Sunday, May 31, 2009

Saddest News.

New York Times
5/31/09

WICHITA, Kan. — Authorities said they had a suspect in custody Sunday afternoon in the shooting death of George Tiller, a Wichita doctor who was one of the few doctors in the nation to perform late-term abortions.

Dr. Tiller, who had long been a lightning rod for controversy over the issue of abortion and had survived a shooting more than a decade ago, was shot inside his church here on Sunday morning, the authorities said. Dr. Tiller, 67, was shot with a handgun inside the lobby of his longtime church, Reformation Lutheran Church on the city’s East Side, just after 10 a.m. (Central Time). The service had started minutes earlier.
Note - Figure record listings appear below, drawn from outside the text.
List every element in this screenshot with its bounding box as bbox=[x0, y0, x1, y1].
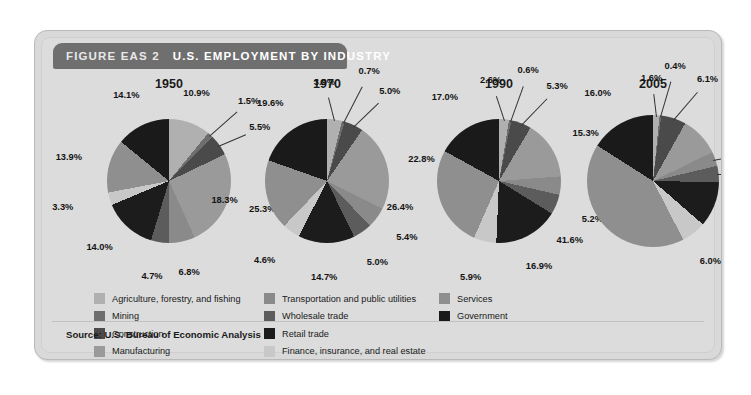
legend-item-services[interactable]: Services bbox=[439, 290, 508, 308]
pie-slice-label: 4.7% bbox=[141, 272, 162, 281]
pie-chart-2005: 20051.6%0.4%6.1%9.7%3.5%4.0%11.1%6.0%41.… bbox=[564, 74, 722, 284]
pie-slice-label: 6.8% bbox=[179, 268, 200, 277]
pie-slice-label: 26.4% bbox=[387, 204, 413, 213]
pie-slice-label: 13.9% bbox=[56, 153, 82, 162]
pie-slice-label: 5.0% bbox=[379, 87, 400, 96]
legend-item-agriculture[interactable]: Agriculture, forestry, and fishing bbox=[94, 290, 241, 308]
label-leader-line bbox=[521, 99, 547, 126]
pie-graphic bbox=[107, 119, 231, 243]
figure-panel: FIGURE EAS 2 U.S. EMPLOYMENT BY INDUSTRY… bbox=[34, 30, 722, 360]
pie-chart-1970: 19703.9%0.7%5.0%22.8%5.4%5.0%14.7%4.6%18… bbox=[238, 74, 416, 284]
legend-label-transportation: Transportation and public utilities bbox=[282, 294, 416, 304]
chart-legend: Agriculture, forestry, and fishingMining… bbox=[64, 290, 704, 350]
label-leader-line bbox=[654, 94, 658, 117]
pie-slice-label: 41.6% bbox=[557, 236, 583, 245]
legend-swatch-services bbox=[439, 293, 450, 304]
pie-chart-title: 1950 bbox=[80, 77, 258, 91]
legend-item-mining[interactable]: Mining bbox=[94, 308, 241, 326]
label-leader-line bbox=[343, 86, 363, 123]
legend-label-finance: Finance, insurance, and real estate bbox=[282, 346, 426, 356]
label-leader-line bbox=[353, 103, 379, 128]
legend-item-finance[interactable]: Finance, insurance, and real estate bbox=[264, 343, 426, 361]
legend-item-retail[interactable]: Retail trade bbox=[264, 325, 426, 343]
pie-slice-label: 14.1% bbox=[113, 91, 139, 100]
legend-label-manufacturing: Manufacturing bbox=[112, 346, 170, 356]
pie-slice-label: 6.1% bbox=[697, 75, 718, 84]
legend-swatch-finance bbox=[264, 346, 275, 357]
label-leader-line bbox=[209, 112, 237, 137]
legend-label-retail: Retail trade bbox=[282, 329, 329, 339]
legend-item-transportation[interactable]: Transportation and public utilities bbox=[264, 290, 426, 308]
legend-item-manufacturing[interactable]: Manufacturing bbox=[94, 343, 241, 361]
label-leader-line bbox=[496, 96, 505, 121]
legend-label-wholesale: Wholesale trade bbox=[282, 311, 348, 321]
pie-slice-label: 5.0% bbox=[367, 259, 388, 268]
label-leader-line bbox=[510, 86, 524, 122]
pie-slice-label: 1.6% bbox=[641, 74, 662, 83]
legend-column-2: Transportation and public utilitiesWhole… bbox=[264, 290, 426, 360]
legend-column-3: ServicesGovernment bbox=[439, 290, 508, 325]
legend-label-services: Services bbox=[457, 294, 492, 304]
pie-slice-label: 14.0% bbox=[86, 244, 112, 253]
label-leader-line bbox=[673, 92, 698, 121]
label-leader-line bbox=[717, 173, 722, 175]
label-leader-line bbox=[328, 98, 335, 121]
pie-slice-label: 0.6% bbox=[517, 67, 538, 76]
pie-slice-label: 4.6% bbox=[254, 256, 275, 265]
pie-chart-1950: 195010.9%1.5%5.5%25.3%6.8%4.7%14.0%3.3%1… bbox=[80, 74, 258, 284]
pie-chart-1990: 19902.6%0.6%5.3%15.3%4.8%5.2%16.9%5.9%26… bbox=[410, 74, 588, 284]
pie-slice-label: 3.3% bbox=[52, 203, 73, 212]
legend-label-agriculture: Agriculture, forestry, and fishing bbox=[112, 294, 241, 304]
figure-header-title: FIGURE EAS 2 U.S. EMPLOYMENT BY INDUSTRY bbox=[53, 50, 391, 62]
figure-header-bar: FIGURE EAS 2 U.S. EMPLOYMENT BY INDUSTRY bbox=[53, 43, 347, 69]
pie-slice-label: 10.9% bbox=[183, 89, 209, 98]
legend-label-government: Government bbox=[457, 311, 508, 321]
pie-slice-label: 17.0% bbox=[432, 94, 458, 103]
pie-slice-label: 16.0% bbox=[585, 90, 611, 99]
pie-slice-label: 5.9% bbox=[460, 273, 481, 282]
source-note: Source: U.S. Bureau of Economic Analysis bbox=[66, 329, 261, 340]
footer-divider bbox=[52, 321, 704, 322]
figure-panel-inner: FIGURE EAS 2 U.S. EMPLOYMENT BY INDUSTRY… bbox=[41, 37, 715, 353]
pie-graphic bbox=[587, 115, 719, 247]
legend-swatch-retail bbox=[264, 328, 275, 339]
pie-graphic bbox=[265, 119, 389, 243]
legend-label-mining: Mining bbox=[112, 311, 139, 321]
pie-slice-label: 0.7% bbox=[359, 67, 380, 76]
pie-slice-label: 3.9% bbox=[314, 78, 335, 87]
page-title: U.S. EMPLOYMENT BY INDUSTRY bbox=[173, 50, 391, 62]
pie-wrap: 10.9%1.5%5.5%25.3%6.8%4.7%14.0%3.3%13.9%… bbox=[80, 91, 258, 271]
pie-slice-label: 19.6% bbox=[257, 100, 283, 109]
pie-graphic bbox=[437, 119, 561, 243]
pie-slice-label: 14.7% bbox=[311, 273, 337, 282]
pie-slice-label: 6.0% bbox=[700, 257, 721, 266]
pie-slice-label: 18.3% bbox=[211, 197, 237, 206]
legend-item-wholesale[interactable]: Wholesale trade bbox=[264, 308, 426, 326]
figure-root: FIGURE EAS 2 U.S. EMPLOYMENT BY INDUSTRY… bbox=[0, 0, 751, 395]
legend-swatch-agriculture bbox=[94, 293, 105, 304]
pie-slice-label: 16.9% bbox=[526, 262, 552, 271]
pie-wrap: 1.6%0.4%6.1%9.7%3.5%4.0%11.1%6.0%41.6%16… bbox=[564, 91, 722, 271]
pie-slice-label: 0.4% bbox=[664, 62, 685, 71]
legend-swatch-transportation bbox=[264, 293, 275, 304]
pie-wrap: 3.9%0.7%5.0%22.8%5.4%5.0%14.7%4.6%18.3%1… bbox=[238, 91, 416, 271]
pie-chart-row: 195010.9%1.5%5.5%25.3%6.8%4.7%14.0%3.3%1… bbox=[42, 74, 714, 284]
pie-slice-label: 2.6% bbox=[480, 76, 501, 85]
figure-number: FIGURE EAS 2 bbox=[66, 50, 160, 62]
legend-swatch-manufacturing bbox=[94, 346, 105, 357]
legend-item-government[interactable]: Government bbox=[439, 308, 508, 326]
legend-column-1: Agriculture, forestry, and fishingMining… bbox=[94, 290, 241, 360]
Dr. Tiller, who had performed abortions since the 1970s, had long been a lightning rod for controversy over the issue of abortion, particularly in Kansas, where abortion opponents regularly protested outside his clinic and sometimes his home and church. In 1993, he was shot in both arms by an abortion opponent but recovered.

Dr. Tiller had also been the subject of many efforts at prosecution, including a citizen-initiated grand jury investigation. In the latest such effort, in March, Dr. Tiller was acquitted of charges that he had performed late-term abortions that violated state law.

Shortly after Sunday’s shooting, police said they were searching for a man who had fled in a powder blue Taurus. By mid-afternoon, they said someone had been taken into custody, but offered no additional details.

“This is going to be a larger search than maybe just Wichita,” said Brent Allred, a police captain, who said that the FBI and state police had been called to the scene. Few parishioners remained at the church, a modern, red brick facility that seats about 500 people. Police cars surrounded the building.

Troy Newman, president of Operation Rescue, an anti-abortion group that has led opposition to Dr. Tiller’s methods, denounced the killing on Sunday, as did other national groups opposed to abortion. “Our prayers go out to his family and the thousands of people this will impact,” Mr. Newman said in a telephone interview from his home in Wichita.

“Operation Rescue has worked tirelessly on peaceful, non-violent measures to bring him to justice through the legal system, the legislative system,” Mr. Newman said. “I’m a tireless advocate and spokesman for the pre-born children who are dying in clinics everyday. Mr. Tiller was an abortionist. But this wasn’t personal. We are pro life, and this act was antithetical to what we believe.”

Leaders of national abortion rights organizations, meanwhile, expressed outrage. Some described Dr. Tiller as one of the only doctors in the nation who performed third-trimester abortions when the life or health of a mother was at stake, and said that his death would make it even harder for women in such circumstances to end their pregnancies.

“Dr. Tiller was a fearless, passionate defender of women’s reproductive health and rights,” said Nancy Northup, president of the Center for Reproductive Rights, based in New York, which had worked on a legal case related to Dr. Tiller. “It’s time that this nation stop demonizing these doctors, and start honoring them.”

At St. George Orthodox Christian Church, next door to Dr. Tiller’s church, members said they had often been concerned about being so close to a church that often was the scene of protests because of Dr. Tiller’s presence. Dr. Tiller had attended the church for a long time, they said, and had contributed significantly to construction of the current facility, which was built in about 1996.

“This is a God-fearing community,” said Mickey Cohlmia, who was at services at the neighboring church on Sunday morning and said she was horrified that such a thing had happened in Wichita, a city of about 358,000 in southern Kansas. “How does this scar everybody in his church?”